That is the justification I usually hear, but I don't buy it. Like, 99+% of the time, I want to use these kinds of operations to manipulate lists which are orders of magnitude away from anything even approaching a scalability issue. I just don't care about memory allocations when trying to manipulate something like, say, a list of active users in a real-time chat or something. And often I find that the mess coming out of having to implement those same operations without expressive constructs is worse than the messes that people can create (though I grant I've seen those errors too).
This hints at some of the ideas behind Go – it's designed, perhaps, for Google-scale software. This is dealing with problems (like e.g. memory allocation) that I don't have when working with most datasets I'm likely to need. Maybe we just have to accept that.
> I just don't care about memory allocations when trying to manipulate something like, say, a list of active users in a real-time chat or something.
This is exactly the kind of thinking that the Go language pushes back against.
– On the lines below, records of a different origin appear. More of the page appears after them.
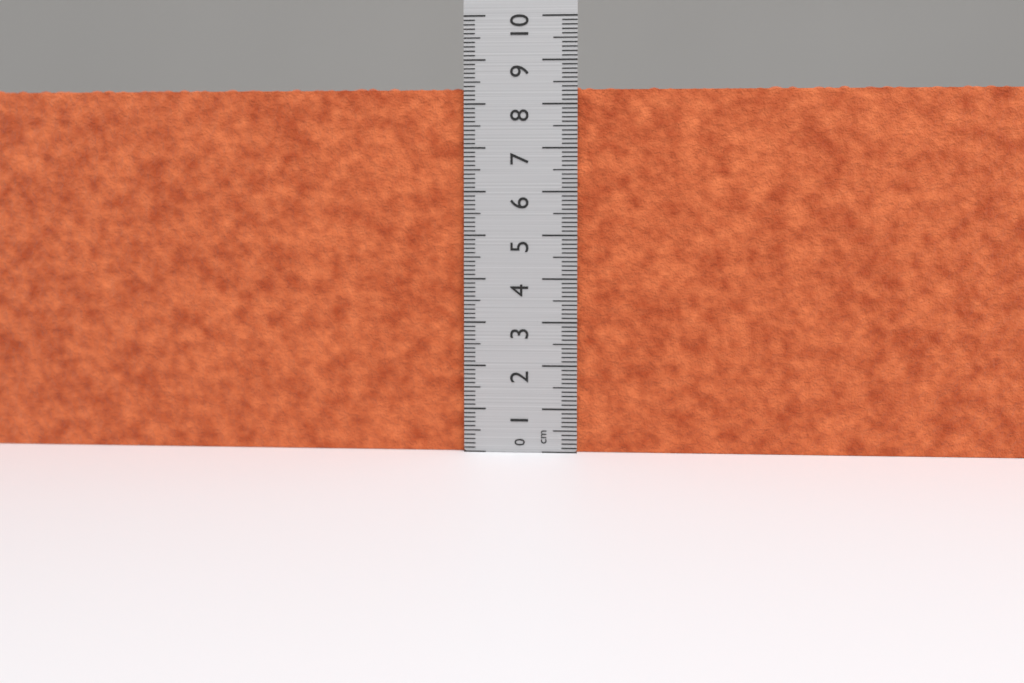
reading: 8.4 cm
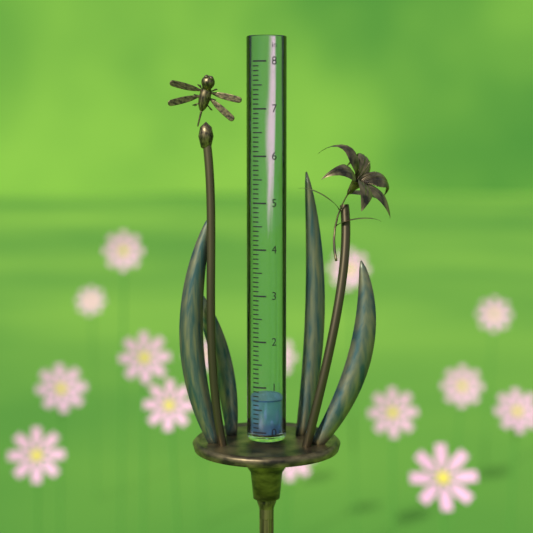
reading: 0.7 in
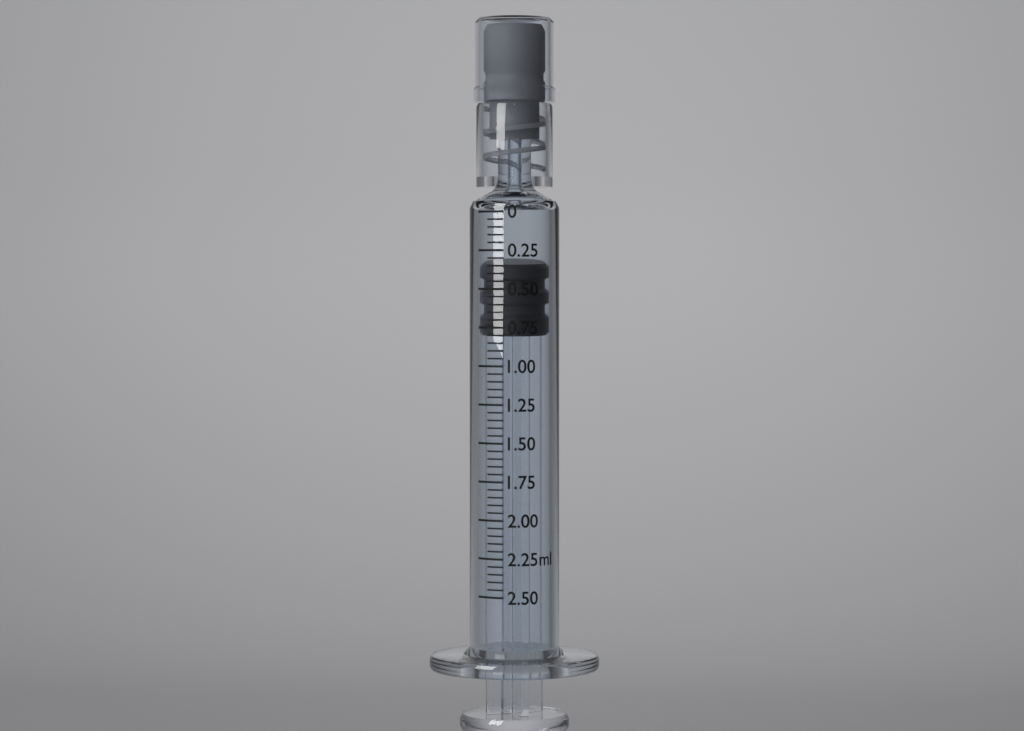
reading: 0.35 ml
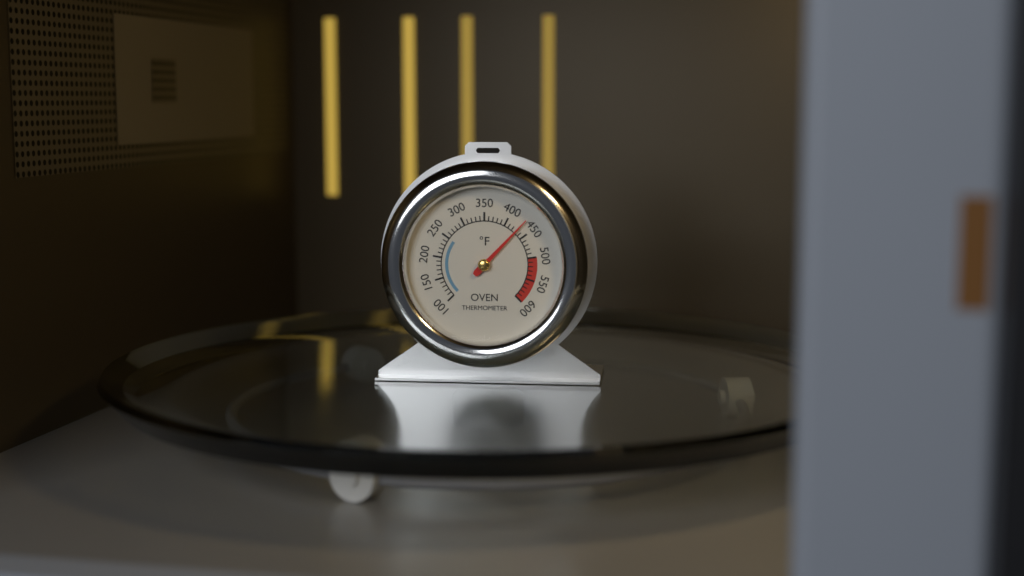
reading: 430 °F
> Maybe we just have to accept that.
I think so. At least for now. I recently watched a talk by Ian Lance Taylor that made it very clear to me that generics are coming (https://www.youtube.com/watch?v=WzgLqE-3IhY). When we have generics then map/reducer/filter will absolutely be introduced as a library at the very least.
> This is dealing with problems (like e.g. memory allocation) that I don't have when working with most datasets I'm likely to need.
I don't think that's exactly it. It's more about runaway complexity. You might use these primitives to perform basic operations but other people will misuse them in extreme ways.
Consider this: suppose there was a built-in map() function like append(). Do you use a for loop or a map function? There'll be a performance trade-off. Performance conscious people will always use a for loop. Expressive conscious people will usually use map() unless they're dealing with a large dataset. This will invariably lead to arguments over style among other things.
For loops violate the https://en.wikipedia.org/wiki/Rule_of_least_power. Because they could do anything, you have to read each very carefully to find out what it's actually doing (which may not be what was intended). Flat-map and filter are more concise and clearer, and if my platform makes them slower that's an implementation bug I should fix.
In practice, reading a for-loop has been less problematic for me than reading the incantations of a functional programmer who’s been reading about category theory.
I know all about the virtues of functional programming patterns, and use them in personal projects, but in my day job working with dozens of engineers in the same codebase, I appreciate not having to decode the idiosyncrasies of how each engineer decides when and how to use higher order constructs, and the subsequent performance, operational, and maintenance implications. It’s a lot easier for me to just read a for-loop and move on with my life.
This hints at some of the ideas behind Go – it's designed, perhaps, for Google-scale software. This is dealing with problems (like e.g. memory allocation) that I don't have when working with most datasets I'm likely to need. Maybe we just have to accept that.